Acquisitions, though, come with growing pains. Company data may not be unified or held under one department, and the fragmentation can make it difficult to gauge performance analytics. Its yoga and activewear brand Spiritual Gangster, for instance, would take at least a day to pull inventory insights. However, the Unified Commerce Group system implemented automatic, real-time reporting, allowing the company to respond quicker if something sold out or if there was an opportunity to increase sales of a certain item based on a trend or pop culture moment. “In every case of every business we bought the information was wrong,” Jones said.

Greats, its latest acquisition, is a Brooklyn-founded sneaker brand known for sleek styles that launched a women’s line last year. Jones said the acquisition fit from a size perspective but was an example of the type of brand that may have gotten lost within a larger company like Steve Madden. “Greats was a classic example of [how] big company solutions don’t really play well inside small company needs,” he said.

Once settled, Jones said it’s important to ensure each brand continues to have its own identity and doesn’t become too watered down. “It’s our job to extract that, sifting through things to say, ‘Are you a durable, sustainable brand that evokes a customer emotion and has maintained its customer relevance?'”

Over at Bedrock, each brand will continue to have its own brand identity and marketing creative, including distinct chief creative officers.
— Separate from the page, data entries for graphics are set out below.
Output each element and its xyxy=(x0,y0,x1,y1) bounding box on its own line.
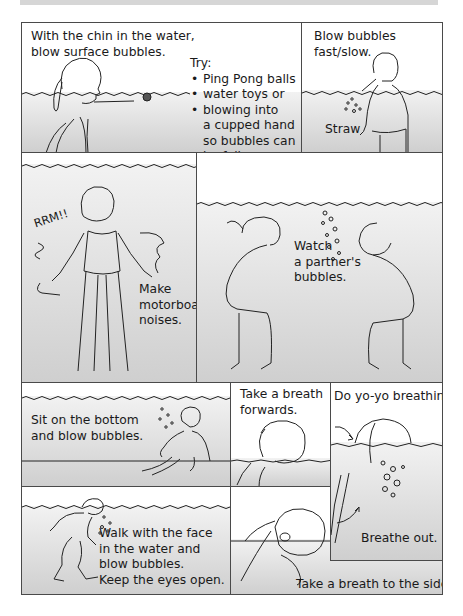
outer-frame xyxy=(21,22,443,595)
top-gray-bar xyxy=(20,0,438,5)
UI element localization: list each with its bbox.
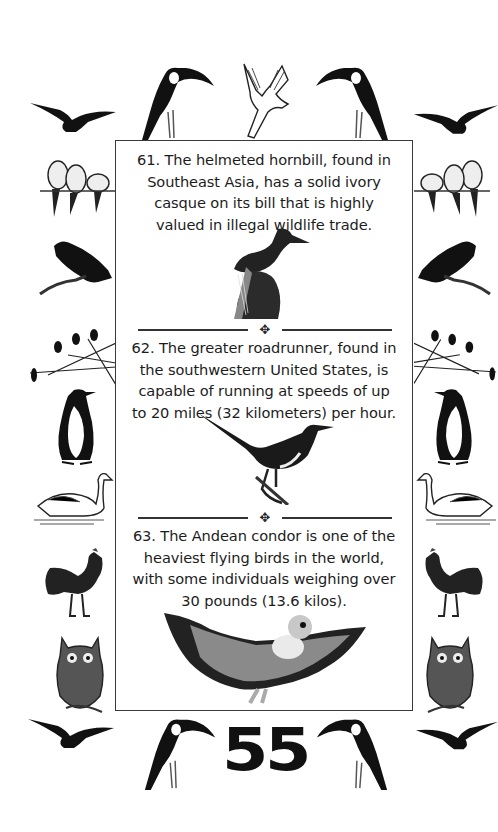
flying-bird-icon bbox=[412, 100, 498, 140]
penguin-icon bbox=[54, 386, 98, 466]
fact-62-line-1: 62. The greater roadrunner, found in bbox=[116, 337, 412, 359]
rooster-icon bbox=[40, 548, 110, 620]
fact-63-line-2: heaviest flying birds in the world, bbox=[116, 547, 412, 569]
fact-63-line-3: with some individuals weighing over bbox=[116, 568, 412, 590]
fact-63-line-1: 63. The Andean condor is one of the bbox=[116, 525, 412, 547]
cockatoo-icon bbox=[236, 60, 296, 142]
lovebirds-icon bbox=[414, 155, 490, 219]
fact-61-line-1: 61. The helmeted hornbill, found in bbox=[116, 149, 412, 171]
swan-icon bbox=[416, 470, 496, 526]
fact-61-line-3: casque on its bill that is highly bbox=[116, 192, 412, 214]
swan-icon bbox=[34, 470, 114, 526]
section-divider: ✥ bbox=[138, 325, 392, 335]
owl-icon bbox=[422, 634, 478, 714]
birds-on-branch-icon bbox=[414, 315, 498, 385]
andean-condor-icon bbox=[160, 605, 370, 705]
greater-roadrunner-icon bbox=[196, 413, 336, 505]
fact-63: 63. The Andean condor is one of the heav… bbox=[116, 525, 412, 611]
fact-61: 61. The helmeted hornbill, found in Sout… bbox=[116, 149, 412, 235]
toucan-icon bbox=[138, 62, 218, 142]
flying-bird-icon bbox=[30, 98, 118, 138]
helmeted-hornbill-icon bbox=[216, 225, 312, 321]
rooster-icon bbox=[418, 548, 488, 620]
hawk-icon bbox=[414, 236, 494, 300]
flying-bird-icon bbox=[414, 716, 498, 756]
page-number: 55 bbox=[208, 717, 323, 783]
owl-icon bbox=[52, 634, 108, 714]
fact-62-line-3: capable of running at speeds of up bbox=[116, 380, 412, 402]
section-divider: ✥ bbox=[138, 513, 392, 523]
flying-bird-icon bbox=[28, 714, 116, 754]
toucan-icon bbox=[312, 714, 392, 792]
penguin-icon bbox=[432, 386, 476, 466]
fact-62-line-2: the southwestern United States, is bbox=[116, 359, 412, 381]
toucan-icon bbox=[312, 62, 392, 142]
fact-62: 62. The greater roadrunner, found in the… bbox=[116, 337, 412, 423]
fact-61-line-2: Southeast Asia, has a solid ivory bbox=[116, 171, 412, 193]
birds-on-branch-icon bbox=[28, 315, 116, 385]
lovebirds-icon bbox=[40, 155, 116, 219]
facts-frame: 61. The helmeted hornbill, found in Sout… bbox=[115, 140, 413, 711]
hawk-icon bbox=[36, 236, 116, 300]
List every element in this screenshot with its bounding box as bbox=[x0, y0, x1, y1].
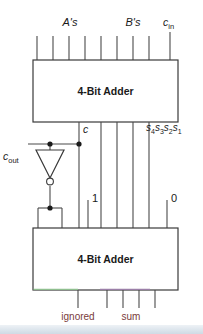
footer-band bbox=[0, 325, 203, 334]
label-sum-output: sum bbox=[122, 311, 141, 322]
circuit-diagram-svg: A's B's cin 4-Bit Adder bbox=[0, 0, 203, 334]
label-ignored-output: ignored bbox=[61, 311, 94, 322]
label-intermediate-carry: c bbox=[83, 123, 89, 135]
not-gate-inverter bbox=[36, 150, 64, 185]
top-input-wires bbox=[37, 32, 170, 60]
circuit-diagram-canvas: A's B's cin 4-Bit Adder bbox=[0, 0, 203, 334]
junction-dot-inverter-out bbox=[47, 205, 52, 210]
label-carry-in: cin bbox=[163, 16, 174, 31]
bottom-output-wires bbox=[78, 290, 155, 308]
bottom-adder-label: 4-Bit Adder bbox=[77, 253, 133, 265]
junction-dot-carry-left bbox=[47, 141, 52, 146]
top-adder-label: 4-Bit Adder bbox=[77, 85, 133, 97]
label-sum-bus: s4s3s2s1 bbox=[146, 122, 182, 135]
label-carry-out: cout bbox=[3, 150, 20, 165]
inverter-triangle-icon bbox=[36, 150, 64, 178]
junction-dot-carry-right bbox=[76, 141, 81, 146]
label-const-zero: 0 bbox=[171, 192, 177, 204]
label-b-inputs: B's bbox=[126, 16, 141, 28]
label-const-one: 1 bbox=[92, 192, 98, 204]
label-a-inputs: A's bbox=[62, 16, 78, 28]
inverter-bubble-icon bbox=[47, 178, 54, 185]
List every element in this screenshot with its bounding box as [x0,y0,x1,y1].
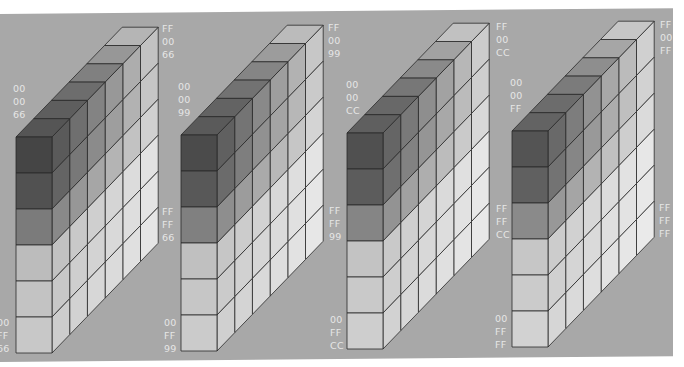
front-cell [512,239,548,275]
cube-66: 000066FF0066FFFF6600FF66 [0,23,175,354]
hex-label-top-right: FF00FF [660,19,673,56]
hex-label-top-right: FF0099 [328,22,341,59]
front-cell [181,171,217,207]
cube-cc: 0000CCFF00CCFFFFCC00FFCC [330,21,510,351]
front-cell [512,311,548,347]
front-cell [512,167,548,203]
hex-label-top-left: 000066 [13,83,26,120]
rgb-color-cube-diagram: 000066FF0066FFFF6600FF66000099FF0099FFFF… [0,0,684,367]
cube-ff: 0000FFFF00FFFFFFFF00FFFF [495,19,673,350]
hex-label-top-left: 000099 [178,81,191,118]
front-cell [16,209,52,245]
hex-label-top-left: 0000CC [346,79,360,116]
cube-99: 000099FF0099FFFF9900FF99 [164,22,342,354]
front-cell [181,315,217,351]
hex-label-top-right: FF0066 [162,23,175,60]
front-cell [181,207,217,243]
hex-label-mid-right: FFFF66 [162,206,175,243]
front-cell [16,245,52,281]
front-cell [347,313,383,349]
hex-label-bottom-left: 00FF99 [164,317,177,354]
front-cell [16,317,52,353]
front-cell [347,205,383,241]
front-cell [347,241,383,277]
front-cell [347,277,383,313]
front-cell [181,243,217,279]
hex-label-bottom-left: 00FF66 [0,317,10,354]
front-cell [16,173,52,209]
front-cell [347,169,383,205]
front-cell [512,203,548,239]
hex-label-bottom-left: 00FFCC [330,314,344,351]
hex-label-mid-right: FFFFFF [659,202,671,239]
front-cell [16,137,52,173]
front-cell [181,135,217,171]
front-cell [512,131,548,167]
hex-label-top-right: FF00CC [496,21,510,58]
front-cell [181,279,217,315]
front-cell [347,133,383,169]
cube-drawing: 000066FF0066FFFF6600FF66000099FF0099FFFF… [0,0,684,367]
front-cell [16,281,52,317]
hex-label-top-left: 0000FF [510,77,523,114]
hex-label-bottom-left: 00FFFF [495,313,508,350]
hex-label-mid-right: FFFF99 [329,205,342,242]
hex-label-mid-right: FFFFCC [496,203,510,240]
front-cell [512,275,548,311]
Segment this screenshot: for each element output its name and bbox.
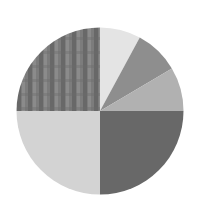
pie-slice-6 (17, 28, 101, 112)
pie-slice-5 (17, 111, 101, 195)
pie-slices (17, 28, 184, 195)
pie-chart (0, 0, 203, 207)
pie-slice-4 (100, 111, 184, 195)
pie-chart-svg (0, 0, 203, 207)
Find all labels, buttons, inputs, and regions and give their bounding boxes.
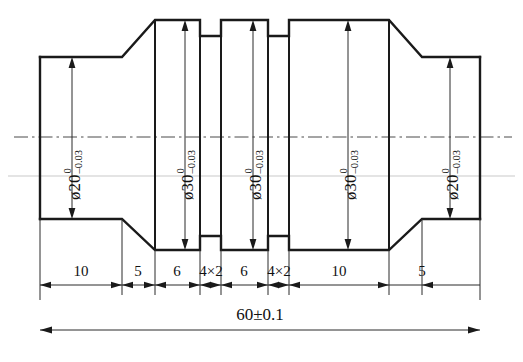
diameter-label-d3: ø300–0.03 [245, 150, 266, 200]
length-label-L6: 4×2 [249, 264, 309, 279]
dimension-diameter-d2 [182, 20, 189, 250]
tolerance-lower-d4: –0.03 [350, 150, 361, 174]
length-label-L7: 10 [309, 264, 369, 279]
tolerance-stack-d2: 0–0.03 [176, 150, 197, 174]
tolerance-lower-d5: –0.03 [452, 150, 463, 174]
dimension-row-lengths [40, 282, 480, 288]
dimension-diameter-d4 [345, 20, 352, 250]
dimension-diameter-d3 [250, 20, 257, 250]
dimension-overall-length [40, 327, 480, 334]
tolerance-lower-d3: –0.03 [255, 150, 266, 174]
diameter-label-d4: ø300–0.03 [340, 150, 361, 200]
length-label-L8: 5 [392, 264, 452, 279]
diameter-value-d1: ø20 [66, 175, 83, 201]
part-outline-lower [40, 219, 480, 250]
overall-length-label: 60±0.1 [210, 306, 310, 323]
length-label-L1: 10 [51, 264, 111, 279]
tolerance-stack-d3: 0–0.03 [244, 150, 265, 174]
diameter-value-d3: ø30 [247, 175, 264, 201]
tolerance-stack-d5: 0–0.03 [441, 150, 462, 174]
tolerance-lower-d2: –0.03 [187, 150, 198, 174]
diameter-label-d5: ø200–0.03 [442, 150, 463, 200]
diameter-value-d2: ø30 [179, 175, 196, 201]
tolerance-stack-d4: 0–0.03 [339, 150, 360, 174]
extension-lines-lengths [40, 219, 480, 300]
drawing-sheet: ø200–0.03 ø300–0.03 ø300–0.03 ø300–0.03 … [0, 0, 523, 362]
part-outline-upper [40, 20, 480, 57]
tolerance-lower-d1: –0.03 [74, 150, 85, 174]
diameter-value-d5: ø20 [444, 175, 461, 201]
diameter-label-d1: ø200–0.03 [64, 150, 85, 200]
tolerance-stack-d1: 0–0.03 [63, 150, 84, 174]
diameter-label-d2: ø300–0.03 [177, 150, 198, 200]
diameter-value-d4: ø30 [342, 175, 359, 201]
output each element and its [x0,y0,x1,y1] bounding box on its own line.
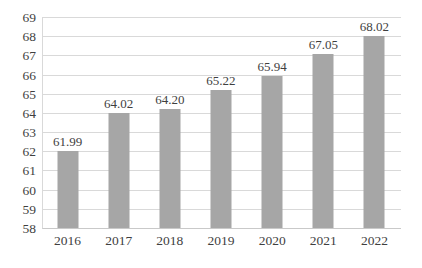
bar-slot: 65.22 [195,17,246,228]
x-axis-tick-label: 2016 [42,234,93,248]
bar[interactable] [364,36,385,228]
bar-value-label: 65.94 [258,60,287,73]
x-axis-tick-label: 2022 [349,234,400,248]
y-axis-tick-label: 67 [2,49,36,63]
y-axis-tick-label: 66 [2,69,36,83]
y-axis-tick-label: 69 [2,11,36,25]
bar-slot: 67.05 [298,17,349,228]
x-axis-tick-label: 2020 [247,234,298,248]
y-axis-tick-label: 62 [2,145,36,159]
y-axis-tick-label: 68 [2,30,36,44]
x-axis-tick-label: 2018 [144,234,195,248]
bar-slot: 65.94 [247,17,298,228]
bar-slot: 64.02 [93,17,144,228]
y-axis-tick-label: 60 [2,184,36,198]
bar-slot: 64.20 [144,17,195,228]
bar[interactable] [210,90,231,228]
bar[interactable] [108,113,129,228]
bar-chart: 69686766656463626160595861.99201664.0220… [0,0,422,268]
bar-value-label: 65.22 [206,74,235,87]
bar[interactable] [262,76,283,228]
bar[interactable] [159,109,180,228]
bar-slot: 68.02 [349,17,400,228]
bar[interactable] [57,151,78,228]
x-axis-tick-label: 2021 [298,234,349,248]
x-axis-tick-label: 2017 [93,234,144,248]
bar-value-label: 68.02 [360,20,389,33]
y-axis-tick-label: 59 [2,203,36,217]
bar[interactable] [313,54,334,228]
bar-value-label: 61.99 [53,135,82,148]
bar-slot: 61.99 [42,17,93,228]
bar-value-label: 64.20 [155,93,184,106]
y-axis-tick-label: 58 [2,222,36,236]
x-axis-tick-label: 2019 [195,234,246,248]
bar-value-label: 67.05 [309,38,338,51]
y-axis-tick-label: 65 [2,88,36,102]
y-axis-tick-label: 61 [2,164,36,178]
bar-value-label: 64.02 [104,97,133,110]
y-axis-tick-label: 64 [2,107,36,121]
y-axis-tick-label: 63 [2,126,36,140]
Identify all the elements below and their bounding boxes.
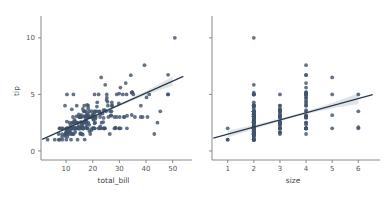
x-tick-label: 4	[304, 165, 309, 173]
y-axis-title: tip	[12, 86, 21, 96]
panel-total-bill: 10203040500510total_billtip	[0, 0, 196, 197]
x-tick-label: 5	[330, 165, 334, 173]
x-tick-label: 2	[252, 165, 256, 173]
x-tick-label: 3	[278, 165, 282, 173]
y-tick-label: 10	[26, 34, 35, 42]
x-axis-title: size	[286, 176, 301, 185]
x-tick-label: 1	[225, 165, 229, 173]
panel-size: 123456size	[196, 0, 385, 197]
x-tick-label: 6	[356, 165, 361, 173]
x-tick-label: 50	[168, 165, 177, 173]
panel-size-svg: 123456size	[196, 0, 385, 197]
x-axis-title: total_bill	[98, 176, 130, 185]
x-tick-label: 30	[115, 165, 124, 173]
x-tick-label: 20	[88, 165, 97, 173]
y-tick-label: 5	[31, 91, 35, 99]
x-tick-label: 10	[62, 165, 71, 173]
panel-total-bill-svg: 10203040500510total_billtip	[0, 0, 196, 197]
regression-figure: 10203040500510total_billtip 123456size	[0, 0, 385, 197]
x-tick-label: 40	[142, 165, 151, 173]
y-tick-label: 0	[31, 148, 35, 156]
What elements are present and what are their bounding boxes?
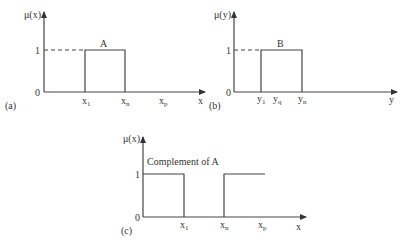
y-axis-label: μ(x) bbox=[24, 9, 41, 21]
fuzzy-set-diagram: μ(x) 1 0 A x1 xn xp x (a) μ(y) 1 0 B y1 … bbox=[0, 0, 416, 245]
complement-segment-left bbox=[143, 174, 184, 217]
x-tick-xp: xp bbox=[159, 95, 168, 108]
y-tick-1: 1 bbox=[35, 45, 40, 56]
y-tick-1: 1 bbox=[226, 45, 231, 56]
complement-segment-right bbox=[224, 174, 265, 217]
y-axis-label: μ(y) bbox=[214, 9, 231, 21]
set-label-b: B bbox=[277, 38, 284, 49]
y-axis-label: μ(x) bbox=[123, 133, 140, 145]
x-axis-label: y bbox=[389, 94, 394, 105]
set-label-complement: Complement of A bbox=[147, 156, 219, 167]
panel-label-c: (c) bbox=[121, 225, 132, 237]
y-tick-0: 0 bbox=[35, 87, 40, 98]
panel-b: μ(y) 1 0 B y1 yq yn y (b) bbox=[209, 9, 397, 112]
x-tick-x1: x1 bbox=[82, 95, 91, 108]
y-tick-0: 0 bbox=[135, 212, 140, 223]
x-axis-label: x bbox=[198, 95, 203, 106]
panel-a: μ(x) 1 0 A x1 xn xp x (a) bbox=[5, 9, 205, 112]
x-tick-xp: xp bbox=[258, 219, 267, 232]
panel-label-a: (a) bbox=[5, 100, 16, 112]
membership-function-a bbox=[85, 50, 125, 92]
y-tick-1: 1 bbox=[135, 169, 140, 180]
panel-label-b: (b) bbox=[209, 100, 221, 112]
membership-function-b bbox=[261, 50, 302, 92]
y-tick-0: 0 bbox=[226, 87, 231, 98]
y-tick-y1: y1 bbox=[257, 93, 266, 106]
panel-c: μ(x) 1 0 Complement of A x1 xn xp x (c) bbox=[121, 133, 306, 237]
x-tick-xn: xn bbox=[121, 95, 130, 108]
x-tick-x1: x1 bbox=[180, 219, 189, 232]
y-tick-yq: yq bbox=[273, 93, 282, 106]
x-tick-xn: xn bbox=[220, 219, 229, 232]
y-tick-yn: yn bbox=[298, 93, 307, 106]
set-label-a: A bbox=[100, 38, 108, 49]
x-axis-label: x bbox=[296, 221, 301, 232]
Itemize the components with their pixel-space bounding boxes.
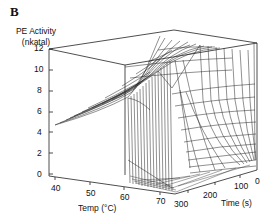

Kevin Wertz, who joined as CMO at the same time as Katzman, said there’s potential to grow each brand by focusing on showcasing the individual brand stories. The recent women’s launch, for example, included a subway station advertising stake hover near its store in New York City that showcased the new pieces from a photo shoot in the American West.

“We can’t just show up as a clothing retailer and a watchmaker brand. The world doesn’t need another one of those,” he said. “The origin story for Filson and the origin story for Shinola are incredible, and we can’t lose that.”